No... you asked me a SPECULATIVE question because it depends on a hypothetical condition (the Confederacy winning the war) that we know to be false. Any answer is SPECULATION... that is to say, an EDUCATED GUESS. A direct question would be one inquiring on something that is based in reality and can actually be known. However, since you didnt understand my answer the first time, I will explain it again in more detail:
Given the nature of protection of the institution of slavery in Article IV, Section 2, Number 3 of the CSA Constitution, namely No slave or other person held to service or labor in any State or Territory of the Confederate States, under the laws thereof, escaping or lawfully carried into another, shall, in consequence of any law or regulation therein, be discharged from such service or labor; but shall be delivered up on claim of the party to whom such slave belongs,. or to whom such service or labor may be due. and Article I, Section 9, No. 4, namely No bill of attainder, ex post facto law, or law denying or impairing the right of property in negro slaves shall be passed., I would have to say that no, the CSA would not have abolished slavery at the immediate end of the war.
That said, there is also no reason to believe that slavery would have continued in perpetuity; it is reasonable to think that it would have naturally ended within a generation or two.
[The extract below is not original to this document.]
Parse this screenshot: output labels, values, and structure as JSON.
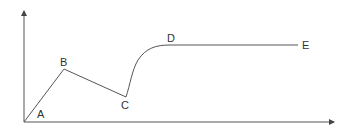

It is important to note that no new slaves could be imported from outside the CSA, except from slaveholding territories of the USA, and the Confederate Congress could even restrict that (CSA Constitution, Article I, Sec. 9, Nn 1-2). The last nation in the Western Hemisphere to abolish slavery was Brazil in 1888and so there is no reason to think that slavery in a hypothetical postwar Confederate States of America would not have had a similar natural decline... and so yes, the CSA would have amended their Constitution to abolish slavery at some point after the end of the war, though it is impossible to guess exactly when.
The Confederate Constitution clearly laid out that they were defending slavery [...]
Yes, it did. Not merely defending, but asserting, as it also made provisions for expansion and creation of future slaveholding states.
[...] and that was the reason for secession.
No, it didnt. No reason for secession is stated there (perhaps you have conflated it with another document, or perhaps I missed something in the text?); in fact, I see no reference to secession at all, and only two passing references to the United States.
Your powers of bs are extraordinary. [...] You make all the convoluted arguments of a Lost Causer
The use of ad hominem is the mark of someone whose argument lacks strength. It really doesnt suit you.